Ohio was given nearly $1 billion of stimulus money for roadwork. The money used for the signs is only about one-tenth of 1 percent of that money.

But critics argue that stimulus money — all of it — was designed to finance projects, not advertise them.

Although the Obama administration promised the stimulus package would create jobs, there is no evidence that putting up these road signs created any jobs.

Ted Andrzejewski, the mayor of Eastlake, Ohio, and a Democrat, is also angry about the signs.

He says for a bit more than what the road signs cost, he could’ve fixed a road in his community and created more than two dozen jobs. The mayor says all of his stimulus requests were turned down.

“The problem is sometimes our politicians don’t understand what a million dollars is,” Andrzejewski said.

Grendell first noticed the signs last fall. He had to pass one every day on the way to get his morning coffee.

It made him so angry he’d return home mumbling under his breath. He says even after the road project was finished, the sign remained up for some time. He’s so furious about this he introduced a bill to stop the signs and wrote a letter to Ohio’s Democratic governor, Ted Strickland. He never heard back.

The governor’s spokesman told CNN, “It’s common practice on public works projects to demonstrate how tax dollars are spent.”

And it turns out, Ohio isn’t the only state turning taxpayer dollars into road signs.

CNN found most states are spending stimulus money on signs and that could cost taxpayers nationwide about $3.8 million. At least 16 states, however, are skipping the signs and putting the money toward road projects instead.

Vermont is letting residents track where the stimulus money is spent on a Web site created by the state, for a lot less money than the signs being used in Ohio. Grendell thinks that’s a great idea.

“At the end of the day as a public official, we’re accountable for 100 cents on the dollar. We shouldn’t waste one penny, not five pennies. We should use it where it will best benefit the taxpayers,” he says.

Practical Guide - H1N1-related Prevention-Treatment-Care

Tuesday, October 27th, 2009

This is not completed, but it is completed enough for partial release and reading:. It has something For Everyone.

http://tetradyn.com/practical-guide-h1n1-prevention-care.pdf

Sunday, Oct. 18, 2009 - a shift in the dialog here

Sunday, October 18th, 2009

Folks,

I ask you all to consider, please.  Is there some way for me to do anything for anyone, to sell anything, to offer any security, any service, whatsoever, so that I can raise either by income, sale of personal goods, or loans, the money to pay to the State of Virginia, in the next two weeks, so that I don’t have to be sent for six months or forever in a “debtors’ prison” for “contempt of court” due to a necessary shortage on payment of interest charges that themselves are arguably in error due to computer miscalculations by DCSE ?  Is this too weird or not?

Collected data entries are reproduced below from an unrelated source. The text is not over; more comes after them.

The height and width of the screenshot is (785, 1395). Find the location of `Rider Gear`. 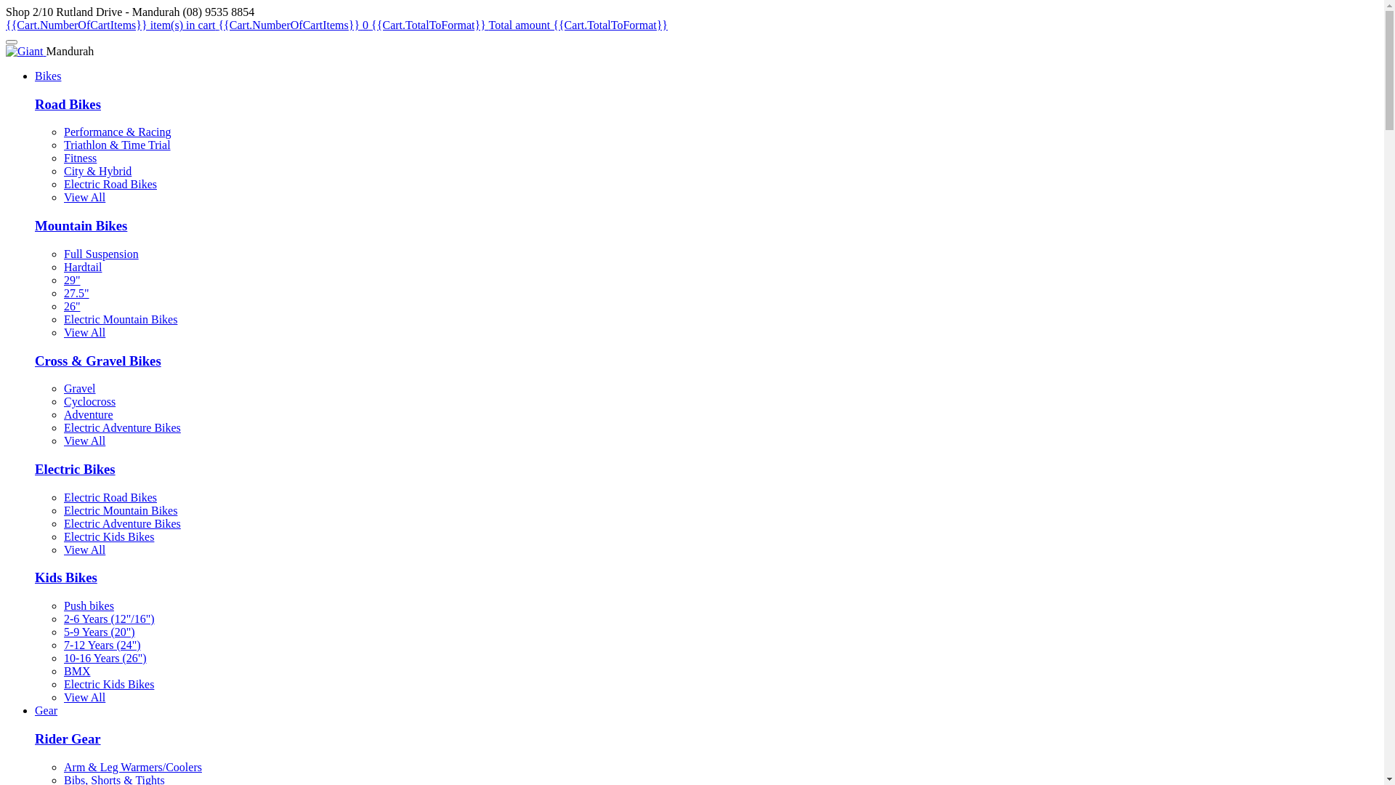

Rider Gear is located at coordinates (68, 738).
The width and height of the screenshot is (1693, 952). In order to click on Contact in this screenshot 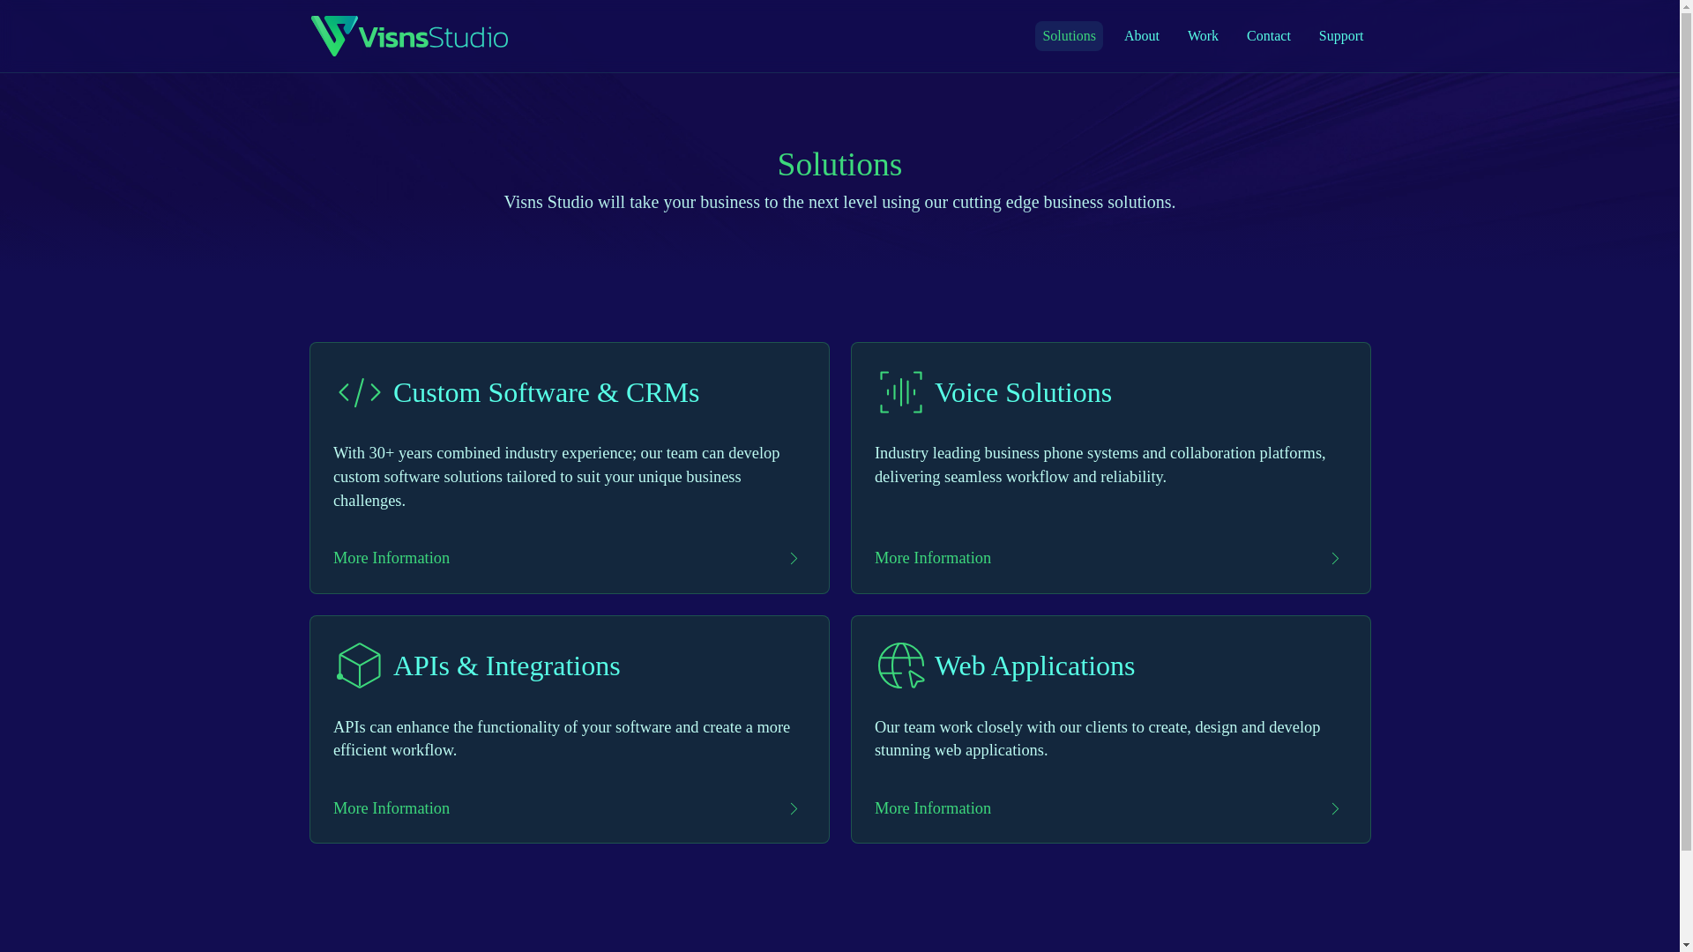, I will do `click(1268, 35)`.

I will do Anything.  I will work for minimum wage.

Look, I could go 7 days a week and be a volunteer teacher, coach, mentor, counselor for prisoners.  But please let me be at home with my wife.  Both of us are deathly afraid of this.

I will do anything for anyone.

Please visit http://tetradyn.com/martin-sale-loan for all information on everything that is for sale or for use as collateral for loans.

Thank you from the bottom of our hearts.